Sunday, 30 June 2013

 Syria army launches intense assault on Homs
Civilian deaths reported as air strikes and shelling destroy buildings in several areas of the central city.
The attack on Homs, the third largest city in Syria,
follows steady military gains by Assad’s forces which
are being backed by Lebanese Hezbollah militants.
(File photo: AFP)
Air strikes killed at least three civilians as Syrian government forces intensified their attacks and pressed forward with a new bid to retake several rebel-controlled districts of Homs.

A woman and her two children were reported killed in attacks on the Old City of Homs and the Khaldiyeh neighbourhood on Sunday, the Syrian Observator for Human Rights told the AFP news agency.

"Syrian warplanes carried out air strikes on the Old City... destroying a house and causing three deaths," said Rami Abdel Rahman, the director of the Syrian Observatory for Human Rights.

"Regime forces also carried out heavy shelling of the districts of Khaldiyeh and the Old City, and the sound of explosions could be heard."

"The army is continuing its attempt to enter Khaldiyeh, but it hasn't succeeded so far," he said.

Video uploaded to the internet also showed a man carrying an injured child from a destroyed building, asking members of the child's family if there were more people trapped inside.
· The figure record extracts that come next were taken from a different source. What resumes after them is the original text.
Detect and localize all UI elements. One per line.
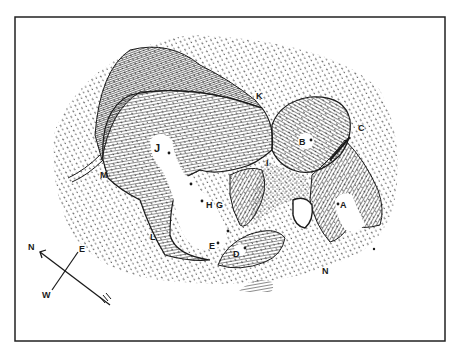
hachure-map: J K B C I M H G A L E D N N E W — [0, 0, 459, 358]
label-e: E — [209, 241, 215, 251]
label-j: J — [154, 142, 160, 154]
label-a: A — [340, 200, 347, 210]
crater — [293, 198, 312, 228]
label-b: B — [299, 137, 306, 147]
label-k: K — [256, 91, 263, 101]
label-l: L — [150, 232, 156, 242]
label-m: M — [100, 170, 108, 180]
compass-east: E — [79, 244, 85, 254]
label-i: I — [266, 158, 269, 168]
label-h: H — [206, 200, 213, 210]
compass-west: W — [42, 290, 51, 300]
label-n: N — [322, 266, 329, 276]
label-c: C — [358, 123, 365, 133]
compass-north: N — [28, 242, 35, 252]
label-d: D — [233, 249, 240, 259]
label-g: G — [216, 200, 223, 210]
The origin of the video could not be verified.


Another video, said to have been filmed on Sunday, showed buildings coming under attack with explosions going off in the besieged district of Hama Road, in what a person off-camera described as 'barbaric shelling by Assad gangs," referring to the embattled president Bashar al-Assad.

The bombardment comes a day after the group said government forces were engaged in "unprecedented" bombardment of several parts of Homs, including Khaldiyeh, Bab Hud, Hamidiyeh and Bustan al-Diwan.

Al Jazeera's Charles Stratford said mobile phone connections in the city were cut on Saturday, before government jets began their bombing raids. Civilians were trapped in their homes in the attacks, he said.

An activist told Al Jazeera it was the most intense fighting the city had experienced, and that civilians face the "worst ever" if nothing was done to break the siege.

A spokesman for the Assad government said: "What's important is to cleanse those neighbourhoods of Homs that are in the hands of armed terrorists."